Draw the client-data line before you draw the workflow
Here is the distinction that separates a consulting firm from a generic SMB: your raw material is often someone else's confidential information. A meeting-summary tool running on your own internal kickoff calls is a different animal from one that ingests a client's diligence room, privileged legal correspondence, or unaudited financials. Both are "AI for note-taking." Only one can blow up a client relationship.
That's why the readiness scorecard has to be two columns, not one. Column A is internal enablement: proposal drafting against sanitized templates, searching your own methodology library, summarizing internal training. You can move on these fast. Column B is anything that touches client deliverables or client data, and it doesn't ship until you've named the system of record, the access rule by role, the reviewer who signs off, and what gets logged. The NIST AI Risk Management Framework gives you the four-verb structure to make that map — govern, map, measure, manage — and the CISA AI Data Security Best Practices make the leakage paths concrete: prompts, retrieval indexes, and generated summaries are all places client data can quietly escape.

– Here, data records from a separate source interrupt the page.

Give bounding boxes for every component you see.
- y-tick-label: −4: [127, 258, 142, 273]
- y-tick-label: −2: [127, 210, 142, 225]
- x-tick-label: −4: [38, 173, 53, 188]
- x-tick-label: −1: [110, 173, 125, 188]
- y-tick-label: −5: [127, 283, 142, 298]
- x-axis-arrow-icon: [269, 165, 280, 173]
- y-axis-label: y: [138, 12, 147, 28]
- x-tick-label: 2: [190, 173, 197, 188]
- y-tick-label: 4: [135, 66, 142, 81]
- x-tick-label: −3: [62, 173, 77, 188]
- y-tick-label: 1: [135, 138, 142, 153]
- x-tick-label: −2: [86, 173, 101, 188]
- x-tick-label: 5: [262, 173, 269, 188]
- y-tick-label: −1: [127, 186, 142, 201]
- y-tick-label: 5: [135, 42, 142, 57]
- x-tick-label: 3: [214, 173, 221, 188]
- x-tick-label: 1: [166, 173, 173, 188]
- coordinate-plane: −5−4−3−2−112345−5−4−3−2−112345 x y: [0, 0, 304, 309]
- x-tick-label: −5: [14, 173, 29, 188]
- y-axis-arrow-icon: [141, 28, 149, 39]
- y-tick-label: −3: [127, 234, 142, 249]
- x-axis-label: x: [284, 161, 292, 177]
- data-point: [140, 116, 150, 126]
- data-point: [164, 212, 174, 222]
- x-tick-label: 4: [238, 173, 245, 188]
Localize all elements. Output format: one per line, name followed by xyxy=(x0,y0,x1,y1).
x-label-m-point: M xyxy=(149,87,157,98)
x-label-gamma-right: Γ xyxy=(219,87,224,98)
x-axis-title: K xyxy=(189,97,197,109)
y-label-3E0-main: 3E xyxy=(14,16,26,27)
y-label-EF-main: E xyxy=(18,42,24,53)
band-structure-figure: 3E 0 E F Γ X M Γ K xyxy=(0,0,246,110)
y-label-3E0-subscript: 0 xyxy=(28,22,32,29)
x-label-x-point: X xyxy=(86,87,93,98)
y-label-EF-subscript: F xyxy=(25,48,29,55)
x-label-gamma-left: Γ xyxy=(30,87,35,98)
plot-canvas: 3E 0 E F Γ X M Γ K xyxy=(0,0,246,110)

The practical test for any proposed workflow is one question: if this output is wrong or leaks, whose name is on it? If the answer is a partner and a client, the workflow needs source citations, version history, and an escalation rule attached before a single consultant uses it in anger. Most firms get this backwards — they pilot the client-facing use case because it's exciting, and skip the boring internal wins that carry almost no risk.

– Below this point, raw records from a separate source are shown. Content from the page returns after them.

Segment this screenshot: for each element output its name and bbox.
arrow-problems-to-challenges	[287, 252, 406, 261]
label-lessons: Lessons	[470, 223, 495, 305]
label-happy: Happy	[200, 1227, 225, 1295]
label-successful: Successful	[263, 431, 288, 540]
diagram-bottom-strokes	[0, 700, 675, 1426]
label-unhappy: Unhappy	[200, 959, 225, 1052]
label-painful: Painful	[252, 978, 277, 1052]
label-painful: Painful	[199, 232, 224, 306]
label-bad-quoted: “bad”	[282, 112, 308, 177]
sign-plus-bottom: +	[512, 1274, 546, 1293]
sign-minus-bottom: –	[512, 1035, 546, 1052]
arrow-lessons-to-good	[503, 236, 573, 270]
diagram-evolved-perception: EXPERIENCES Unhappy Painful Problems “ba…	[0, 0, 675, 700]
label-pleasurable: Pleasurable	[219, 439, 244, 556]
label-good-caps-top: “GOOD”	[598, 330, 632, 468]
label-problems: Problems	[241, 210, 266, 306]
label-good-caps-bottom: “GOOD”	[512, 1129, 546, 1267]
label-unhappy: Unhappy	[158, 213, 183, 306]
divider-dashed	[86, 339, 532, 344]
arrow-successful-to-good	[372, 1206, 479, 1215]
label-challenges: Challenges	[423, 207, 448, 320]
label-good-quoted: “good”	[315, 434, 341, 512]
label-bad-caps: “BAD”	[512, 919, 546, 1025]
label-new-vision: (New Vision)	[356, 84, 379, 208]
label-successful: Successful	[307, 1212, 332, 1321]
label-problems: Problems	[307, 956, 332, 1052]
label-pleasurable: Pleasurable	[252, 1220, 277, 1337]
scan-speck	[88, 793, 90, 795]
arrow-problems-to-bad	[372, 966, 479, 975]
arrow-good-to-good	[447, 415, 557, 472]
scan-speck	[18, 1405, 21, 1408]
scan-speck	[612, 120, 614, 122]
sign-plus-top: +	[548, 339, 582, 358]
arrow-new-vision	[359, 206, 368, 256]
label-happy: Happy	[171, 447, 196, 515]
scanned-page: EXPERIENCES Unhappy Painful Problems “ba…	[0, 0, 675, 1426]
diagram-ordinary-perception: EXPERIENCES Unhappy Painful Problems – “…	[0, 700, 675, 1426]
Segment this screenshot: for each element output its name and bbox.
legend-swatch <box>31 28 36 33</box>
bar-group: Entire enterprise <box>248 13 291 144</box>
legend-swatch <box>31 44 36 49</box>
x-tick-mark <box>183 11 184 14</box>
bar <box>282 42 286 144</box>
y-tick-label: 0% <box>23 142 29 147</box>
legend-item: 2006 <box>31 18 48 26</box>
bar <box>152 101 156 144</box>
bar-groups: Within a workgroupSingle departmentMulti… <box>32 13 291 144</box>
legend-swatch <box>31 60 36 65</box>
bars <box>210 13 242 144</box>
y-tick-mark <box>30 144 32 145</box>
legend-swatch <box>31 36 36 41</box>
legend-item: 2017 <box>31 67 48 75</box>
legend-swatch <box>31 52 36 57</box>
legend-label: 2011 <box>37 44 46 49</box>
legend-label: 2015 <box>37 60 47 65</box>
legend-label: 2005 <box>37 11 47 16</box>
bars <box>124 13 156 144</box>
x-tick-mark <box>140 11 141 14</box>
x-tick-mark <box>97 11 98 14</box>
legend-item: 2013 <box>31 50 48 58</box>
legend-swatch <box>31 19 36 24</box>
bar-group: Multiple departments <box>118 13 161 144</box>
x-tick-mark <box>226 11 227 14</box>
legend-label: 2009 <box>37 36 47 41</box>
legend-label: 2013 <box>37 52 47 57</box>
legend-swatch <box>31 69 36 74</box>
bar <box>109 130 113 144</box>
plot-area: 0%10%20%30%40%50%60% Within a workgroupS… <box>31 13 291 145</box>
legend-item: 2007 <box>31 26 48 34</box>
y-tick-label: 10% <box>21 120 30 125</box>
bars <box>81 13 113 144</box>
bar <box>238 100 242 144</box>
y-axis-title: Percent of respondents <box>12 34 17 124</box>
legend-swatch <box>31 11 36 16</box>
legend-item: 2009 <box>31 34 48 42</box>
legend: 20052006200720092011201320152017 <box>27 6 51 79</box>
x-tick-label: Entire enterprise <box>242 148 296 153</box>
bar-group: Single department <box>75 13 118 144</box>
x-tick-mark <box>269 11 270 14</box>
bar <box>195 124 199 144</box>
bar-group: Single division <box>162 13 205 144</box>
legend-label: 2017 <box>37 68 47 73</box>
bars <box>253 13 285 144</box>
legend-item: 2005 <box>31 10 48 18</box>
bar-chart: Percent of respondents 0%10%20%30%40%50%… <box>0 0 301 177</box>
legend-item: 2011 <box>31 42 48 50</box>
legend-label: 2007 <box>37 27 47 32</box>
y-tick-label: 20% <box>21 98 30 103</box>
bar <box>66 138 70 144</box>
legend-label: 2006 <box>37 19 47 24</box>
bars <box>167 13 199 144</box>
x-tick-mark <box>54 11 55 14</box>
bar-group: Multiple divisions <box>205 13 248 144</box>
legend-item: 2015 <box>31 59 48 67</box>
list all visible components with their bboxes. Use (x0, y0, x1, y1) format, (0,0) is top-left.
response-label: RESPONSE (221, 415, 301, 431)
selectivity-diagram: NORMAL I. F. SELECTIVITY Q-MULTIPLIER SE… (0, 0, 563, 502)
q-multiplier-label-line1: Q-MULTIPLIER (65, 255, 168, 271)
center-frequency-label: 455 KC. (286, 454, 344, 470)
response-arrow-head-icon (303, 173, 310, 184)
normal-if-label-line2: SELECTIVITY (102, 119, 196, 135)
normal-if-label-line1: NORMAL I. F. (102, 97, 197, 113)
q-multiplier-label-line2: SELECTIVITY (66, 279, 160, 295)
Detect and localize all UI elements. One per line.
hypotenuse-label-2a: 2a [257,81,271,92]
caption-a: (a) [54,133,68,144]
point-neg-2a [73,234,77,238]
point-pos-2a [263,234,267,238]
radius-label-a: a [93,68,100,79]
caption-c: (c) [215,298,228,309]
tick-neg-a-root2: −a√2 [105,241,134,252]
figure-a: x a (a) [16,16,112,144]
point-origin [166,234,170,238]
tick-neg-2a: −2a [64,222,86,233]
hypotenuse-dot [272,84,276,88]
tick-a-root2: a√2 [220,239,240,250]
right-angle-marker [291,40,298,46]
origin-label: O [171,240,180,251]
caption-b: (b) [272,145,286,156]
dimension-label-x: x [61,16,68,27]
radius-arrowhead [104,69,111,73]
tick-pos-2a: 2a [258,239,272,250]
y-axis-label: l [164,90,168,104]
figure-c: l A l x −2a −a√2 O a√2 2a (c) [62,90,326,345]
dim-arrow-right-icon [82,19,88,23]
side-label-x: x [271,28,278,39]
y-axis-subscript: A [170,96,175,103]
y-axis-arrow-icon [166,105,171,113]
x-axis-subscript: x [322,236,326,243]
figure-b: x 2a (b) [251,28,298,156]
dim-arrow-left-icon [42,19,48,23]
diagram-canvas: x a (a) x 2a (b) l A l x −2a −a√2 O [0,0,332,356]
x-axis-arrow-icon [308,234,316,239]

Tie the pilot to realization, then earn the second one
The Deloitte State of AI report keeps landing on the same point: value comes from changing a process, not from buying a license. For a consulting firm the process metrics are already sitting in your practice-management system. Pick one and attach the pilot to it: proposal turnaround time, QA defect rate, write-off percentage on a service line, new-hire ramp time, or the count of reusable assets a delivery team can pull from instead of rebuilding. "Consultants are using it" is not a result. "Write-offs on fixed-fee diligence work dropped because seniors stopped redoing research" is.
Resist the firm-wide assistant rollout. The Gartner agentic AI project forecast projects that more than 40% of agentic AI projects get canceled by end of 2027, and the ones that die are usually the ones that tried to do everything at once. Run a single workflow instead: one practice leader who owns it, one review rule, one training plan, and a weekly readout that shows whether behavior actually changed. If consultants are quietly working around it by week three, the tool lost — kill it and learn, don't expand it.
Monday-morning version: list your six repeated-judgment workflows, mark each one Column A or Column B, and circle the single Column A workflow with the clearest dollar cost today. That's your first pilot. If you'd rather pressure-test that pick against your numbers before committing a partner's time, the QuickStart AI Audit exists to find the one delivery workflow that improves leverage without putting client trust or workpaper quality at risk.